RIGHT TO BE FORGOTTEN: Last week the Superior Court in France, arguably one of the most enthusiastic countries when it comes to Right to be Forgotten, rendered a decision that might have come as a surprise for some. As it turns out, the WAN-IFRA report on the topic, published earlier this year, concluded rightly that “for newspapers there should be little cause for concern”.

by WAN-IFRA Staff executivenews@wan-ifra.org | May 23, 2016

The case was brought against financial newspaper Les Echos by two brothers who objected to the fact that a research in the newspapers’ online archive returned as first result an article published in 2006 that reported on their past troubles with the French version of the US Security and Exchange Commission. The plaintiffs wanted their names expunged from the article, and the piece de-indexed in the newspaper’s search engine.

Right to be forgotten and press freedom 

The Court found first of all that the facts reported in the article were true, what made the case a press freedom issue. It was further noted that anonymizing the people involved would have rendered the news irrelevant and uninteresting. The judge also rejected the second request of the plaintiffs, commenting that the accessibility of the article is an essential component of the exercise of freedom of the press.

The Court thus upheld the decision of the appellate judge and concluded that both remedies “exceeded the acceptable restrictions to freedom of the press”, and effectively confirmed the theory that the exception for  journalistic use of data of the Privacy Directive makes the right to be forgotten inapplicable to newspapers.

The case was extremely similar to the one that led the Court of Justice of the European Union to the so called “right to be forgotten” decision in May 2014. Just like in the Costeja and Google Spain case, the plaintiffs Pascal and Stéphane Dokhan reacted to the digitalisation of the newspapers archive, which made the article regarding their case appear prominently in the results of an internet search on the basis of their names.

While Mr Costeja, after repeatedly losing his case against Spanish newspaper La Vanguardia resolved to direct his complaint to Google, the Dokhan brothers decided instead to keep suing Les Echos up until the highest of French courts.

The interest of the decision lies in the fact that for a while now we at the World Association of Newspapers have had conversations with news publishers preoccupied of the possible future developments of the jurisprudence with regard to the Costeja decision. Their concern was that sooner or later also the search engines of newspaper websites might be defined “data controllers” with regard to their online archives, and therefore forced to respect the “right to be forgotten” through the same reasoning that was imposed upon Google Inc. in May 2014. For more details see chapter 1 of the report “decision and legal framework”.

The answer of our report to these concerns was that the Costeja decision did not seem to bear consequences for news outlets. The article summarizing the report explained that “in one of the few clear points of its decision, the Court explicitly said that newspapers are not concerned with link removals on the basis of Right to Be Forgotten, as the existing Privacy Directive, just like the upcoming Regulation, provide for an exception for journalistic use of data. In plain English, this means that if private data that should be erased following the EU legislation are in a news piece, they can stay published”.
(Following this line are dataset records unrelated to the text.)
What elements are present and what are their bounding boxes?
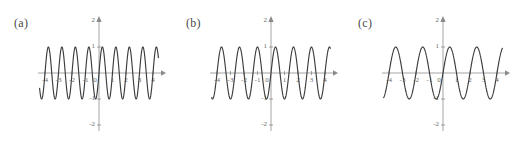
- x-tick-label: -2: [69, 76, 75, 84]
- plot-a-svg: -4 -3 -2 -1 0 1 2 3 4 2 1 -1 -2: [0, 0, 172, 144]
- y-tick-label: 2: [436, 16, 440, 24]
- x-tick-label: 0: [265, 76, 269, 84]
- x-tick-label: -1: [83, 76, 89, 84]
- plot-c-svg: -4 -3 -2 -1 0 1 2 3 4 2 1 -1 -2: [344, 0, 516, 144]
- x-tick-label: 0: [437, 76, 441, 84]
- y-tick-label: 2: [264, 16, 268, 24]
- figure-three-sine-plots: (a) -4 -3 -2 -1 0: [0, 0, 516, 144]
- y-tick-label: -2: [89, 120, 95, 128]
- plot-b-axes: [210, 16, 338, 131]
- plot-panel-b: (b) -4 -3 -2 -1 0: [172, 0, 344, 144]
- plot-panel-c: (c) -4 -3 -2 -1 0: [344, 0, 516, 144]
- plot-panel-a: (a) -4 -3 -2 -1 0: [0, 0, 172, 144]
- x-tick-label: -1: [255, 76, 261, 84]
- x-tick-label: 1: [283, 76, 287, 84]
- y-tick-label: 1: [264, 42, 268, 50]
- x-tick-label: -4: [214, 76, 220, 84]
- x-axis-arrow-a: [161, 70, 166, 75]
- y-tick-label: -2: [433, 120, 439, 128]
- x-tick-label: -4: [42, 76, 48, 84]
- x-axis-arrow-c: [505, 70, 510, 75]
- plot-b-svg: -4 -3 -2 -1 0 1 2 3 4 2 1 -1 -2: [172, 0, 344, 144]
- y-tick-label: -2: [261, 120, 267, 128]
- y-tick-label: 1: [436, 42, 440, 50]
- y-tick-label: 1: [92, 42, 96, 50]
- x-tick-label: 0: [93, 76, 97, 84]
- x-tick-label: -3: [56, 76, 62, 84]
- x-tick-label: 3: [310, 76, 314, 84]
- x-axis-arrow-b: [333, 70, 338, 75]
- plot-c-axes: [382, 16, 510, 131]
- x-tick-label: -3: [228, 76, 234, 84]
- y-tick-label: -1: [261, 94, 267, 102]
- y-tick-label: 2: [92, 16, 96, 24]
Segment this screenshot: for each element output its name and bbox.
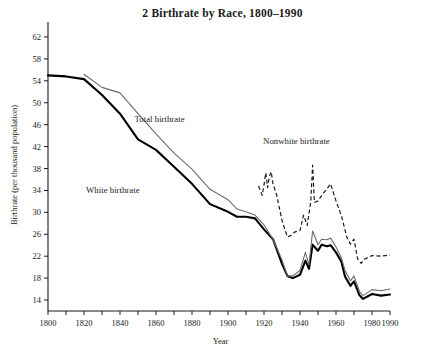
x-tick-label: 1860 — [148, 318, 165, 328]
x-tick-label: 1990 — [382, 318, 399, 328]
y-tick-label: 18 — [33, 273, 42, 283]
x-tick-label: 1800 — [40, 318, 57, 328]
x-tick-label: 1820 — [76, 318, 93, 328]
y-tick-label: 34 — [33, 185, 42, 195]
y-tick-label: 42 — [33, 142, 42, 152]
y-tick-label: 30 — [33, 207, 42, 217]
x-tick-label: 1880 — [184, 318, 201, 328]
x-tick-label: 1920 — [256, 318, 273, 328]
figure-container: 2 Birthrate by Race, 1800–1990 Birthrate… — [0, 0, 421, 361]
chart-axes — [48, 22, 390, 311]
annotation-total-birthrate: Total birthrate — [135, 114, 185, 124]
y-tick-label: 22 — [33, 251, 42, 261]
annotation-nonwhite-birthrate: Nonwhite birthrate — [263, 136, 330, 146]
x-tick-label: 1940 — [292, 318, 309, 328]
series-line-nonwhite — [259, 165, 390, 263]
y-tick-label: 58 — [33, 54, 42, 64]
birthrate-line-chart: 1418222630343842465054586218001820184018… — [0, 0, 421, 361]
y-tick-label: 46 — [33, 120, 42, 130]
x-tick-label: 1840 — [112, 318, 129, 328]
annotation-white-birthrate: White birthrate — [86, 185, 140, 195]
y-tick-label: 62 — [33, 32, 42, 42]
y-tick-label: 38 — [33, 164, 42, 174]
x-tick-label: 1980 — [364, 318, 381, 328]
x-tick-label: 1900 — [220, 318, 237, 328]
x-tick-label: 1960 — [328, 318, 345, 328]
y-tick-label: 54 — [33, 76, 42, 86]
y-tick-label: 50 — [33, 98, 42, 108]
y-tick-label: 26 — [33, 229, 42, 239]
page-edge-artifact — [8, 352, 308, 359]
y-tick-label: 14 — [33, 295, 42, 305]
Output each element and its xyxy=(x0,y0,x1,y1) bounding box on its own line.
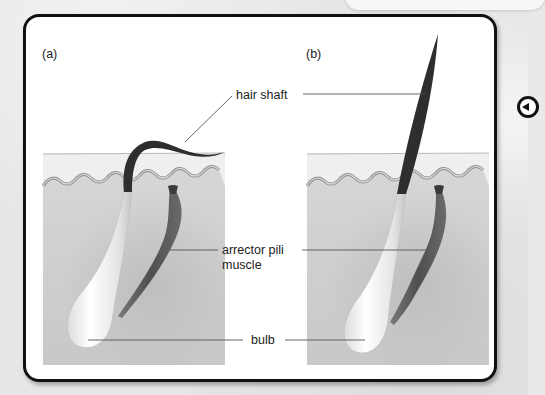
hair-shaft-label: hair shaft xyxy=(236,88,287,103)
bulb-label: bulb xyxy=(251,333,275,348)
panel-a xyxy=(43,141,225,365)
arrector-pili-label-line2: muscle xyxy=(222,258,262,273)
panel-a-label: (a) xyxy=(42,47,57,62)
circle-arrow-left-icon[interactable] xyxy=(517,96,539,118)
panel-b xyxy=(307,34,489,365)
arrector-pili-label-line1: arrector pili xyxy=(222,243,284,258)
panel-b-label: (b) xyxy=(306,47,321,62)
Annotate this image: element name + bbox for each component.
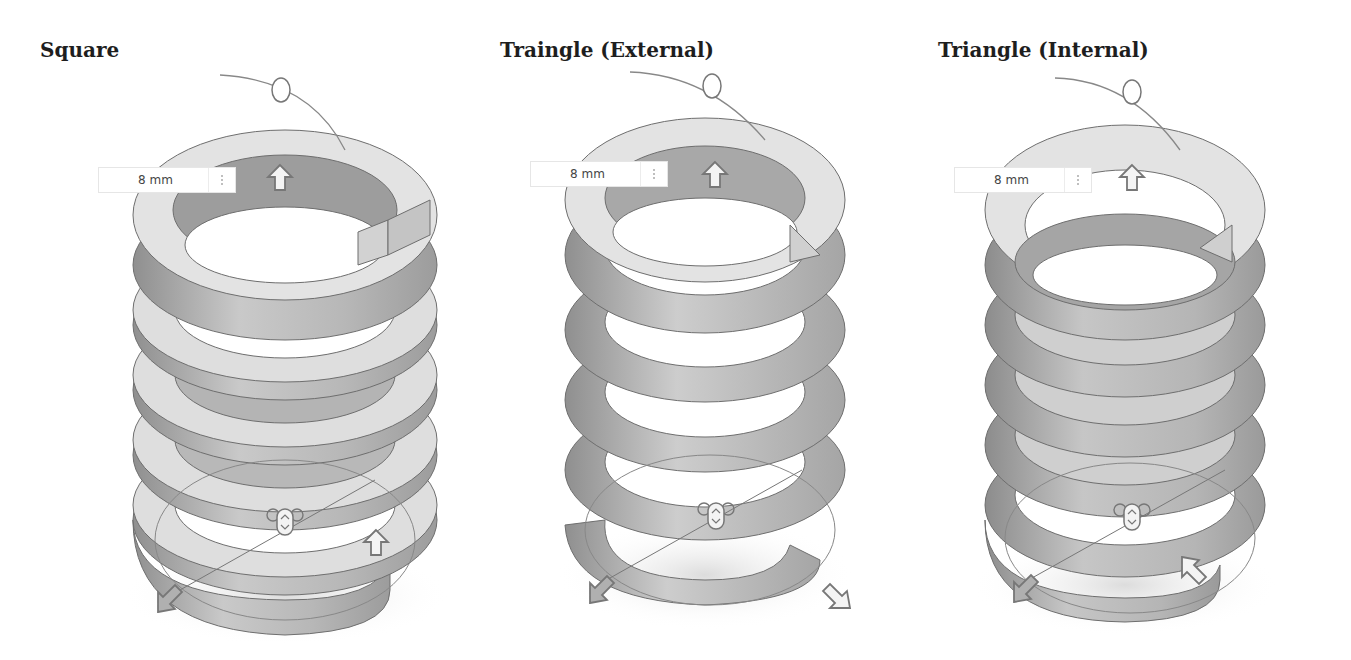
helix-viewport[interactable] (880, 0, 1351, 660)
dimension-input[interactable]: 8 mm (954, 167, 1092, 193)
rotation-handle[interactable] (703, 74, 721, 98)
dimension-input[interactable]: 8 mm (98, 167, 236, 193)
helix-body (985, 125, 1265, 622)
helix-viewport[interactable] (0, 0, 450, 660)
panel-square: Square (0, 0, 450, 660)
more-options-icon[interactable] (208, 168, 235, 192)
dimension-input[interactable]: 8 mm (530, 161, 668, 187)
panel-triangle-external: Traingle (External) (430, 0, 880, 660)
helix-body (565, 118, 845, 605)
helix-body (133, 130, 437, 635)
dimension-value: 8 mm (99, 173, 208, 187)
rotation-handle[interactable] (272, 78, 290, 102)
rotation-handle[interactable] (1123, 80, 1141, 104)
helix-viewport[interactable] (430, 0, 880, 660)
dimension-value: 8 mm (955, 173, 1064, 187)
panel-triangle-internal: Triangle (Internal) (880, 0, 1351, 660)
more-options-icon[interactable] (640, 162, 667, 186)
dimension-value: 8 mm (531, 167, 640, 181)
more-options-icon[interactable] (1064, 168, 1091, 192)
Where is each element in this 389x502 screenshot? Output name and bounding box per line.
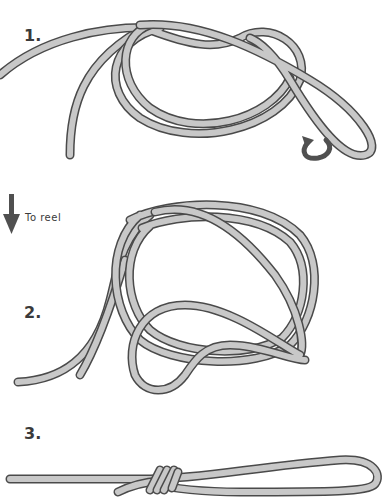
step-3-illustration	[10, 460, 377, 492]
step-2-illustration	[18, 205, 314, 390]
knot-diagram: 1. 2. 3. To reel	[0, 0, 389, 502]
arrow-down-icon	[3, 194, 20, 234]
step-1-illustration	[0, 24, 372, 158]
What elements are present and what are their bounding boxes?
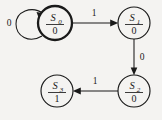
fsm-canvas: 0 1 0 1 S 0 0 — [0, 0, 162, 120]
transition-s1-to-s2-arrowhead — [131, 67, 138, 75]
state-node-s2-name: S — [129, 80, 135, 91]
state-node-s3-output: 1 — [55, 93, 60, 104]
transition-label-s2-to-s3: 1 — [93, 76, 98, 86]
state-node-s1-name: S — [129, 12, 135, 23]
state-node-s0-name: S — [50, 12, 56, 23]
state-node-s3-name: S — [52, 80, 58, 91]
transition-s1-to-s2: 0 — [131, 39, 145, 75]
state-node-s0[interactable]: S 0 0 — [38, 6, 72, 40]
transition-s2-to-s3-arrowhead — [73, 88, 81, 95]
state-node-s2-output: 0 — [132, 93, 137, 104]
transition-s0-to-s1-arrowhead — [110, 20, 118, 27]
state-node-s0-output: 0 — [53, 25, 58, 36]
transition-s0-to-s1: 1 — [73, 8, 119, 26]
state-node-s2[interactable]: S 2 0 — [118, 75, 150, 107]
transition-label-s0-to-s1: 1 — [92, 8, 97, 18]
state-node-s1-output: 0 — [132, 25, 137, 36]
transition-label-s1-to-s2: 0 — [140, 52, 145, 62]
state-machine-diagram: 0 1 0 1 S 0 0 — [0, 0, 162, 120]
transition-s2-to-s3: 1 — [73, 76, 118, 94]
state-node-s3[interactable]: S 3 1 — [41, 75, 73, 107]
transition-label-s0-to-s0: 0 — [7, 18, 12, 28]
state-node-s1[interactable]: S 1 0 — [118, 7, 150, 39]
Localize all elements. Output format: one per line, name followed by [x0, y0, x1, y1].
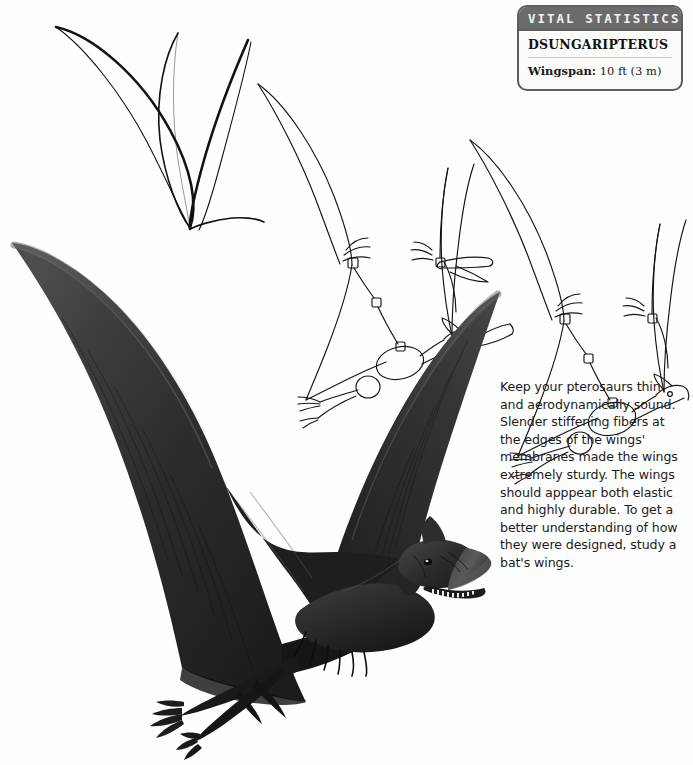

After reading the decisions of all the judgement degrees in the Dokhan case, it appears that the simple fact that the requested remedies had an impact on the integrity of a newspaper article was sufficient to lead all the judges concerned to reject the Dokhans’ plea.

The issue of territoriality – an update to chapter 2 of our report

In the meantime the face-off continues between Google and the French Data Protection Authority CNIL in the administrative courts.

At the end of March the regulator issued Google with a 100,000 € fine sanctioning its practice of limiting the removal of links in the case of successful right to be forgotten claims to its European domains.

On Thursday Google officially responded with an article in French newspaper Le Monde, cross-published on their European blog. In the piece Google’s global general counsel Kent Walker bluntly says that while “For hundreds of years, it has been an accepted rule of law that one country should not have the right to impose its rules on the citizens of other countries (…..) the French data protection regulator (the CNIL) ordered that its interpretation of French law protecting the right to be forgotten should apply not just in France, but in every country in the world”.
The article draws a parallel between this fact and striking examples of information that is considered illegal in some parts of the world but perfectly legal elsewhere. It concludes announcing Google’s appeal of the CNIL’s order, described as an act in defense of the “foundational principle of international law” that is territoriality.